American Prospect editor Robert Kuttner is livid that because of the Democrats’ decades-long betrayal of working-class voters on issues like trade and illegal immigration, former White House Chief Strategist Steve Bannon sees a huge opening to permanently win over these voters who were a monumental part of President Donald Trump’s historic movement in 2016.
Kuttner visited Bannon at the Breitbart Embassy for an on-background conversation last Thursday. He writes in the Prospect that “Democrats, the party of Roosevelt and Truman, of grand public works and strong labor protections, should be making it preposterous for Bannon” to be the champion of economic populism and is astounded that the two parties are “even in contention over who is the better friend of working people.”
But Bannon realizes that for him to successfully “crush” Democrats, he must defeat the corporatist and milquetoast GOP establishment that has often been the Democrats’ best friend by easily allowing the left to portray right-of-center politicians as out-of-touch elitists who have no understanding about the concerns of working-class Americans.
Kuttner points out that Bannon is currently “organizing an electoral machine to Trump’s right, and certainly to the right of the Republican Senate leadership—and he hopes to bring that leadership down.”
“For Bannon, the victory in the Alabama Senate primary of former Judge Roy Moore over Mitch McConnell’s favorite, incumbent Luther Strange, was just the beginning,” he writes of the race that Bannon described as a battle between Moore’s “grassroots muscle” versus “Strange’s corporate money.”
Kuttner notes that after Moore’s victory, Bannon declared: “This is a populist nationalist conservative revolt. It’s a revolt against the elites in this country. It’s a revolt against the globalists among those elites.”
Unlike the bipartisanship for the 3.8 percent that elites like Chuck Todd insufferably are activists for, Kuttner writes that Bannon “continues to look for left-right common ground” on issues that will benefit American workers of all backgrounds.
Bannon told Charlie Rose during his 60 Minutes interview that economic nationalism will be the great unifying force because “as long as you’re an American citizen, you’re part of this populous economic nationalist movement.”
“Economic nationalism is what this country was built on. The American system—we look after our own. We look after our citizen, we look after our manufacturing base,” Bannon said on 60 Minutes. “And guess what? This country’s going to be greater, more united, more powerful than it’s ever been. This is not astrophysics. And by the way, that’s every nationality, every race, every religion, every sexual preference.”
Bannon also told Rose that the Republican establishment has never believed in the economic nationalist agenda that got Trump and elected and is “trying to nullify the 2016 election.”
“I think Mitch McConnell, and to a degree, Paul Ryan. They do not want Donald Trump’s populist, economic nationalist agenda to be implemented,” he said on 60 Minutes. “It’s very obvious.”
After his conversation with Bannon, Kuttner writes that “Bannon believes that if Republicans will just embrace populist economic nationalism, they can become a workers’ party and the majority party for decades to come. He’s been on the road, recruiting primary challengers to knock off Republican incumbents—and carry that populist message.”
Kuttner points out that “Bannon’s current obsession is to blow up Senate Majority Leader Mitch McConnell and Republican Senate incumbents whom he regards as hostile to his brand of nationalism.” And he acknowledges that Bannon can find common ground with left-of-center voters on issues like Wall Street accountability and trade agreements “that allow cheap labor to compete with domestic labor.”
And Kuttner even concedes that if Bannon can find good economic nationalist candidates, “centrist Democrats could be vulnerable.”
He also thinks that Republicans have no business “electing senators in states like Wisconsin and Pennsylvania,” but “as long as Democrats offer messages that blend Wall Street, globalism, and identity politics and fail to deliver a politics of class uplift, even extremist Republicans could keep winning.”
“If Bannon’s criticism of establishment Republicans is withering, his contempt for the failure of Democrats to take on their own Wall Street wing is boundless,” Kuttner concludes.
In a previous interview heard around the world with Kuttner, Bannon told him that so long as Democrats obsess about identity politics, right-of-center economic nationalists will “crush” them.
“The Democrats,” Bannon previously told Kuttner, “the longer they talk about identity politics, I got ’em. I want them to talk about racism every day. If the left is focused on race and identity, and we go with economic nationalism, we can crush the Democrats.”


▶ [ASSIGNMENT] What needs transcribing is the line with "This screenshot has width=1351, height=644." and every line after it to the end of the records, exactly and alone, with no pictures.
EXTRACTED DATA Start Marker
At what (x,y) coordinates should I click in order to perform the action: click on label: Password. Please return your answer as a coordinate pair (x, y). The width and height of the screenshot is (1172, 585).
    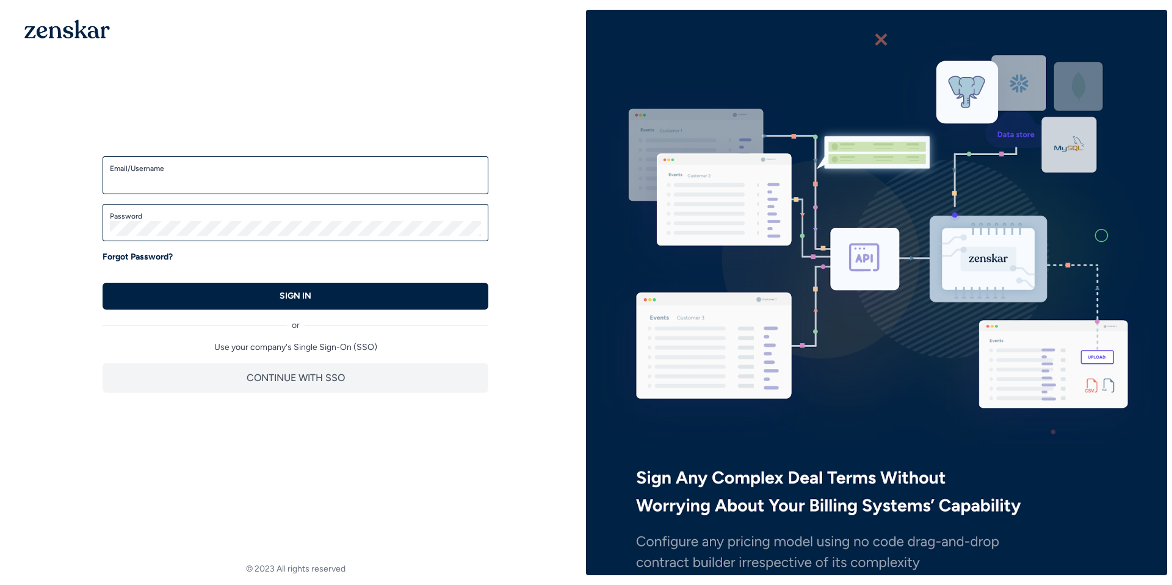
    Looking at the image, I should click on (295, 216).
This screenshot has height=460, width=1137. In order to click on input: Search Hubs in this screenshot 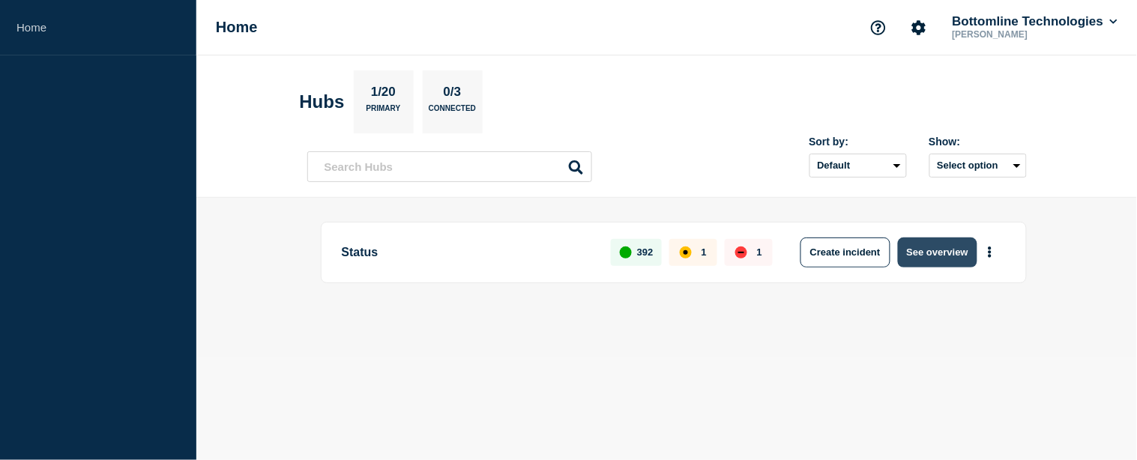, I will do `click(450, 166)`.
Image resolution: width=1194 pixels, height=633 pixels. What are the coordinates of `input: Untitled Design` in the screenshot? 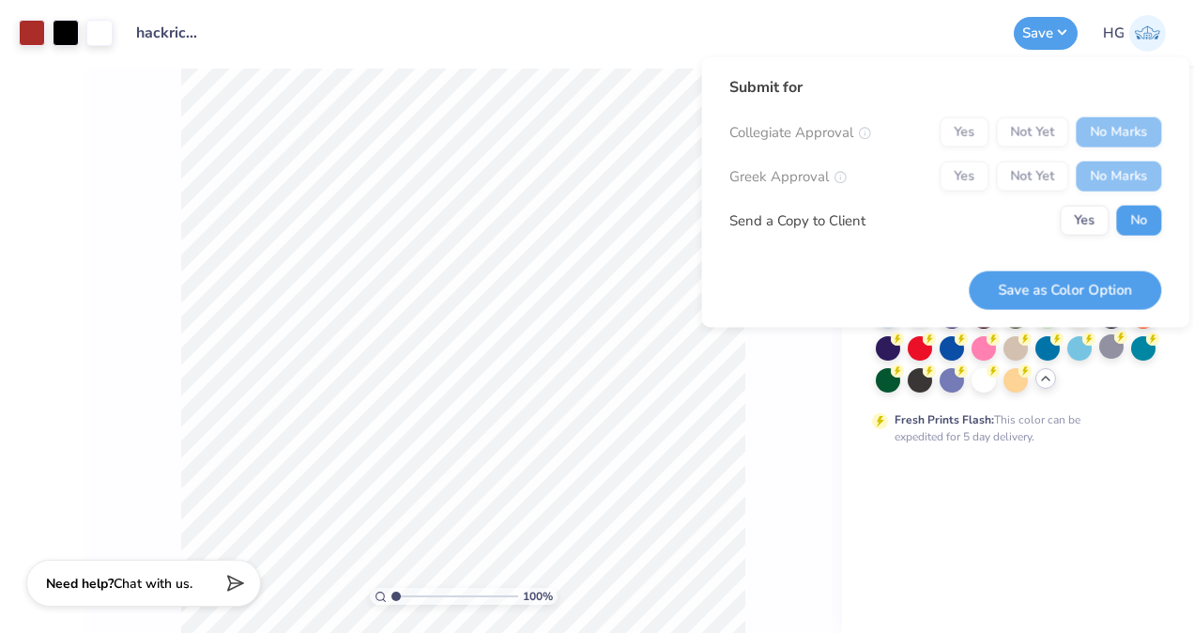 It's located at (168, 33).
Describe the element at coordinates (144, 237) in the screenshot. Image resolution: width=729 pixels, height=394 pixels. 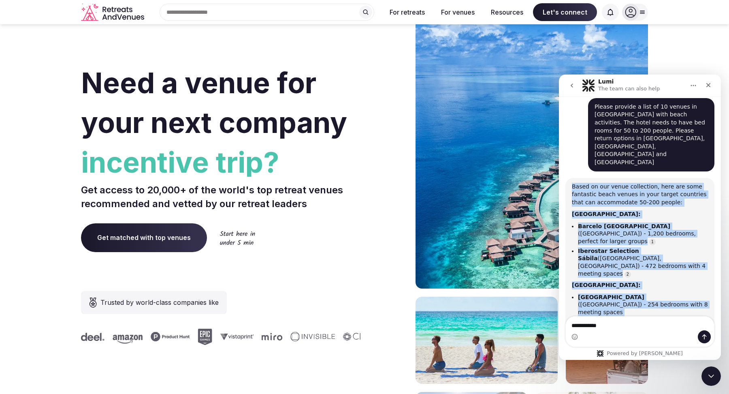
I see `span: Get matched with top venues` at that location.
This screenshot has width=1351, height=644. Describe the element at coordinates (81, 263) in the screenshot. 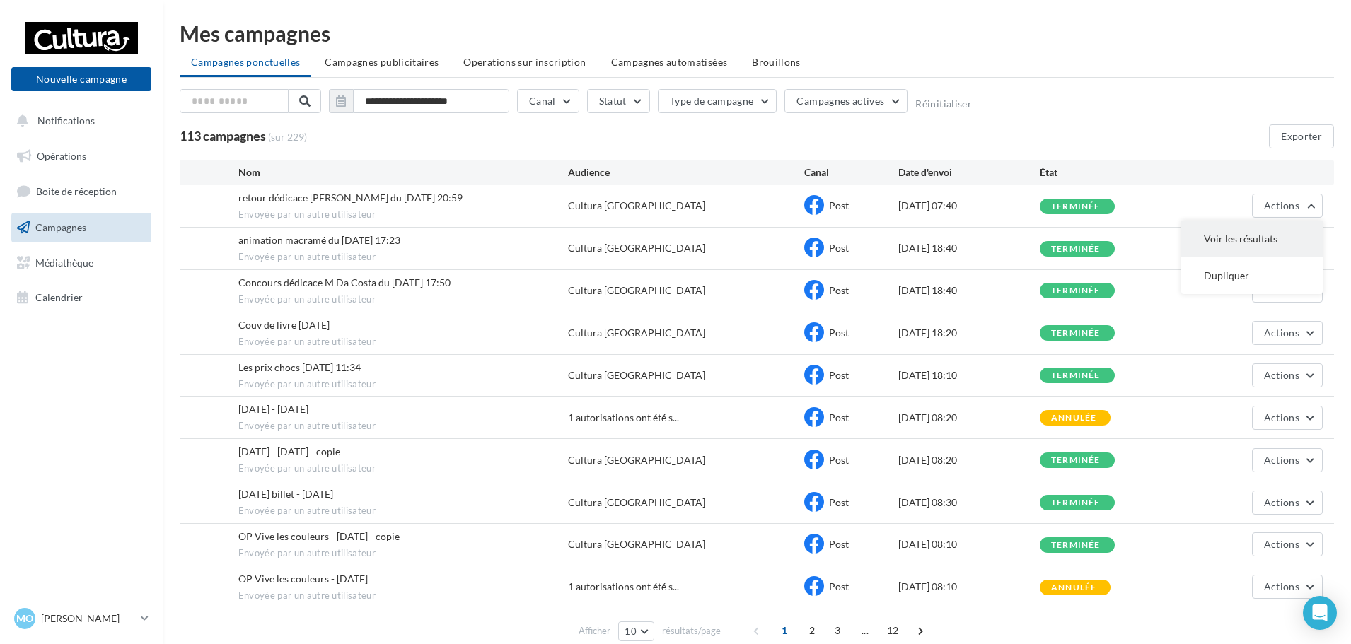

I see `a: Médiathèque` at that location.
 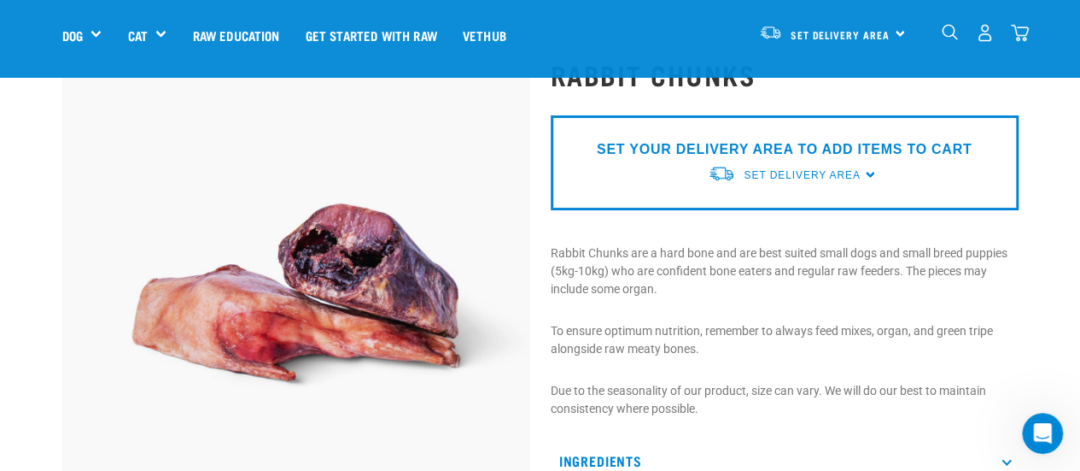 What do you see at coordinates (73, 35) in the screenshot?
I see `a: Dog` at bounding box center [73, 35].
EXTRACTED DATA End Marker
▶ [SOLUTION]
This screenshot has width=1351, height=644. Describe the element at coordinates (81, 263) in the screenshot. 

I see `a: Médiathèque` at that location.
  What do you see at coordinates (73, 35) in the screenshot?
I see `a: Dog` at bounding box center [73, 35].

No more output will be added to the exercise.